They’re up, but for now we’re still in reasonably decent shape.
More than 1,200 people were hospitalized for COVID-19 in the Houston area on Monday, according to data released by the state Tuesday afternoon. The Department of State Health Services reported that 1,224 people were hospitalized for COVID-19 in the nine-county region around Houston.
The figure comes one day after the state reported topping 1,000 hospitalizations for the first time since October as the delta wave tapered off.
The hospitalization rate represents a 93 percent increase over last Monday, when DSHS recorded 636 COVID hospitalizations in the Houston area. The surge corresponds with the rapid spread of the highly-transmissible omicron variant, which first appeared in South Africa in late November, and has swelled to account for more than 90 percent of local cases in recent weeks.
Houston’s hospitalizations are still well below their delta peak, which reached 3,500 on Aug. 24. But less than a week after Houston logged its 300,000th case of COVID, data from the Texas Medical Center shows that local transmission is increasing at a steady rate.
The current transmission rate is high – basically, on average everyone who gets the omicron variant will pass it on to another two people – and our vaccination rates remain pathetically mediocre. Harris County is better than the state overall, but not by much. There’s still a lot of room for this thing to find vulnerable people. Use rapid tests, isolate if you get a positive result, and wear good quality masks. We really can get through this if we’re not too dumb about it.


Please return the lines below verbatim, beginning at the one that has "has height=643, width=1330." and stopping after the one that has "This screenshot has height=252, width=494.", and add no other lines.

== Data to use

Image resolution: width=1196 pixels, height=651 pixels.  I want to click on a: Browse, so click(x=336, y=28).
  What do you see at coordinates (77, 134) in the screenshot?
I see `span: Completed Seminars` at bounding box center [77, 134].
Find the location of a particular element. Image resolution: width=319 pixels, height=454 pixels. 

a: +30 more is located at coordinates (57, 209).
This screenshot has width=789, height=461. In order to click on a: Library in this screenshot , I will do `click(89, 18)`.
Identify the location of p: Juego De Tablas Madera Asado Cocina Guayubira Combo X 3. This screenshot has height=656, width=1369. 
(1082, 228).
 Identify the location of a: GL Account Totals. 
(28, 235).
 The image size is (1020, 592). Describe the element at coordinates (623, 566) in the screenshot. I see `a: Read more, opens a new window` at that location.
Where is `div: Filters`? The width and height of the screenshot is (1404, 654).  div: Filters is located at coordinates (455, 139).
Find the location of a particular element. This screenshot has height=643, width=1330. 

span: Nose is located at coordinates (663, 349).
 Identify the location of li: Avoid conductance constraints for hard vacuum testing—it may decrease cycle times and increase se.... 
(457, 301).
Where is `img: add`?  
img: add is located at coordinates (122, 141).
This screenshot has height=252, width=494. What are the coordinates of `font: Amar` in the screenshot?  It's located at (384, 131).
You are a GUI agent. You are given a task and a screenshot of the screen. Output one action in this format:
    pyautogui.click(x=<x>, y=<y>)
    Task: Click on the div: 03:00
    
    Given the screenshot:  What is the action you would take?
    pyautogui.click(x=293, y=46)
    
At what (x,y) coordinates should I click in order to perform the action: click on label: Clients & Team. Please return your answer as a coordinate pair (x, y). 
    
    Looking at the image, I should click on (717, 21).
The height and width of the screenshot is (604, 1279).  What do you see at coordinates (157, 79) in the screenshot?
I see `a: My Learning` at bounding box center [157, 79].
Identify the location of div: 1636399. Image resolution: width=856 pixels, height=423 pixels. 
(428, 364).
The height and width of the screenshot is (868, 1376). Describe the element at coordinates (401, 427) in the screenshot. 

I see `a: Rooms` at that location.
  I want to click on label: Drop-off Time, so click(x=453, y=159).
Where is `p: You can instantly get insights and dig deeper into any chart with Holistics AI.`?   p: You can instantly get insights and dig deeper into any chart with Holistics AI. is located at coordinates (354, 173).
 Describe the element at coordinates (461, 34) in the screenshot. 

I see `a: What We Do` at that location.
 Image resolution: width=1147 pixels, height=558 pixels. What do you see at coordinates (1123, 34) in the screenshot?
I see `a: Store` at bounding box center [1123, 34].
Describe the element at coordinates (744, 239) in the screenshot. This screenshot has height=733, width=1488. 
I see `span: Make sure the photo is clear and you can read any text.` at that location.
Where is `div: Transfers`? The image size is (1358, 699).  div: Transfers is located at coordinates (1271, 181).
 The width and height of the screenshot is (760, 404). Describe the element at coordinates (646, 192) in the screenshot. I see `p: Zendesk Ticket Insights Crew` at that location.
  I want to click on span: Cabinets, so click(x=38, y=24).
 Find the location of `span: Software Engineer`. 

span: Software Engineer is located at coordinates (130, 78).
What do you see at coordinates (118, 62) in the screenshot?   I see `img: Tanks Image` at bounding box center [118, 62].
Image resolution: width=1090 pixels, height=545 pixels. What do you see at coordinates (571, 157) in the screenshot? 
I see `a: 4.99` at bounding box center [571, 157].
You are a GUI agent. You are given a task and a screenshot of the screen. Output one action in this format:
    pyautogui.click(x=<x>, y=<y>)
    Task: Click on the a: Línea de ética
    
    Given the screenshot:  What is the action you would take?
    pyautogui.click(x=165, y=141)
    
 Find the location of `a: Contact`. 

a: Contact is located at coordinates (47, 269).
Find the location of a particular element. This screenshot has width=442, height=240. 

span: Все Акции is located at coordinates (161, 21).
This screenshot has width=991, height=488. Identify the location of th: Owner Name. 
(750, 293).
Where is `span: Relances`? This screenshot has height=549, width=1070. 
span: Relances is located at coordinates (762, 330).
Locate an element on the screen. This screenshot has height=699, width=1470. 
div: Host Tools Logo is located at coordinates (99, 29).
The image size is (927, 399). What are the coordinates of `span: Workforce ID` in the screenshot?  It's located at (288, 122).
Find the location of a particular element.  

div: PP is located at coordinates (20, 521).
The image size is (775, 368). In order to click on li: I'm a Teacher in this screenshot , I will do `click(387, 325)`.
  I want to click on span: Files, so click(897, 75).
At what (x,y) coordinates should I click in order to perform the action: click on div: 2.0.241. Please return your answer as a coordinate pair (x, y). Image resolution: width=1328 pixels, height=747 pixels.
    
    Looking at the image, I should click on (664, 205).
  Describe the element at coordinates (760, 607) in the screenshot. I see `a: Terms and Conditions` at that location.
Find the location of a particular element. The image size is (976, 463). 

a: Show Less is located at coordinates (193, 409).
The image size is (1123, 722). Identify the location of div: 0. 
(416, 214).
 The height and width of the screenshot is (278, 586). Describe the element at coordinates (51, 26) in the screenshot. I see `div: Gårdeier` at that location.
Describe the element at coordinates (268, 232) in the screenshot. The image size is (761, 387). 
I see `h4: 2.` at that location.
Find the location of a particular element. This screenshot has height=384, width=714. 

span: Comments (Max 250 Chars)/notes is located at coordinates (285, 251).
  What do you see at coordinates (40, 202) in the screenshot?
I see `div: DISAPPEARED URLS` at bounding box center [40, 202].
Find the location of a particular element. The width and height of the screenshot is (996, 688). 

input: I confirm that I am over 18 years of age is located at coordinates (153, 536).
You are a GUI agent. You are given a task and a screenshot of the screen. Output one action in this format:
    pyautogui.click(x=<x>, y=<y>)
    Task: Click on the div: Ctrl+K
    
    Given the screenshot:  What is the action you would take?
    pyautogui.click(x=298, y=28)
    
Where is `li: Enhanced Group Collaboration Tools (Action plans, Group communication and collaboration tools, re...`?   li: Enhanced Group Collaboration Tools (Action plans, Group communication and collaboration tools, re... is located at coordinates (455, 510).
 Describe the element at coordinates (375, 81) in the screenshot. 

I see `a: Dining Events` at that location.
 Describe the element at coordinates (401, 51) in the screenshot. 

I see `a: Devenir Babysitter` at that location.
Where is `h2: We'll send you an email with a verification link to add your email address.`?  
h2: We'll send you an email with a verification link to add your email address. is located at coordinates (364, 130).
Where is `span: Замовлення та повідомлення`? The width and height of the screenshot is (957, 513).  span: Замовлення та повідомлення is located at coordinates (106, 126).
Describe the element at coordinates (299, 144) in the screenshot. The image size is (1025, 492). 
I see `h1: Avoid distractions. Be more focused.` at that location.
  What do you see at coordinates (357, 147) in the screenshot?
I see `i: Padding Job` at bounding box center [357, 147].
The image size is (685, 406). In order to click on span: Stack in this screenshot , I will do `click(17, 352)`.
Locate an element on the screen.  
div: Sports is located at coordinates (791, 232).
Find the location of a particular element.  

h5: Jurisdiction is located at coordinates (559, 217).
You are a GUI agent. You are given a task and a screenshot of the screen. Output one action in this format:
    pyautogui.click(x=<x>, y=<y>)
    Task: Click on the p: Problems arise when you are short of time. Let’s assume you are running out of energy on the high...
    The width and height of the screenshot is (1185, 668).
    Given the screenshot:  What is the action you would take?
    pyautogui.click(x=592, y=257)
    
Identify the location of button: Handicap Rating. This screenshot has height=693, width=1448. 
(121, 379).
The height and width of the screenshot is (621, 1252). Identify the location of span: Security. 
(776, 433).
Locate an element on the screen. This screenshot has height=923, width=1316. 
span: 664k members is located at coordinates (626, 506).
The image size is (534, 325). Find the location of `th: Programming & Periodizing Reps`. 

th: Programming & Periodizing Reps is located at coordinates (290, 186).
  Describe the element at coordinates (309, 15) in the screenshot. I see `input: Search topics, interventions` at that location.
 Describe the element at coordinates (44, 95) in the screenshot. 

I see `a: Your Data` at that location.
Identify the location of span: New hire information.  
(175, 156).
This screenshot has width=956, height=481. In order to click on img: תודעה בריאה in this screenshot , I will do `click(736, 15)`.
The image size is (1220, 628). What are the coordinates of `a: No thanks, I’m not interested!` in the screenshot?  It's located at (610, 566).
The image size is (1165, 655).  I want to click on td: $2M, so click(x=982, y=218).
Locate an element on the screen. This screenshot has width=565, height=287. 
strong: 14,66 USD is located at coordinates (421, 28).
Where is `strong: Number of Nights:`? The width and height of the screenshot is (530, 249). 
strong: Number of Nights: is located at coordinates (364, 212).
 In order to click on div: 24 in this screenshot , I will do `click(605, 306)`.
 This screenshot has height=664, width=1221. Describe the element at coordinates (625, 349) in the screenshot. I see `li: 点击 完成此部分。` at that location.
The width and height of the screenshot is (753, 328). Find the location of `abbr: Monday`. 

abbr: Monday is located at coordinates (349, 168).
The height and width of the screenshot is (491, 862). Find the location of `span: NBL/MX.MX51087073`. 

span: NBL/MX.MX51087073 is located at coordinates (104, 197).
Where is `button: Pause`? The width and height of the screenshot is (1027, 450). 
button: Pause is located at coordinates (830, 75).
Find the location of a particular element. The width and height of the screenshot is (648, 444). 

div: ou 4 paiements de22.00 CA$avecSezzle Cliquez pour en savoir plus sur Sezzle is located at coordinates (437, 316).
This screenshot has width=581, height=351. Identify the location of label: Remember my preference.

====

> **Solution to this exercise**
Find the location of a particular element. This screenshot has height=643, width=1330. 

span: Nose is located at coordinates (663, 349).
 Identify the location of li: Avoid conductance constraints for hard vacuum testing—it may decrease cycle times and increase se.... 
(457, 301).
Where is `img: add`?  
img: add is located at coordinates (122, 141).
This screenshot has height=252, width=494. What are the coordinates of `font: Amar` in the screenshot?  It's located at (384, 131).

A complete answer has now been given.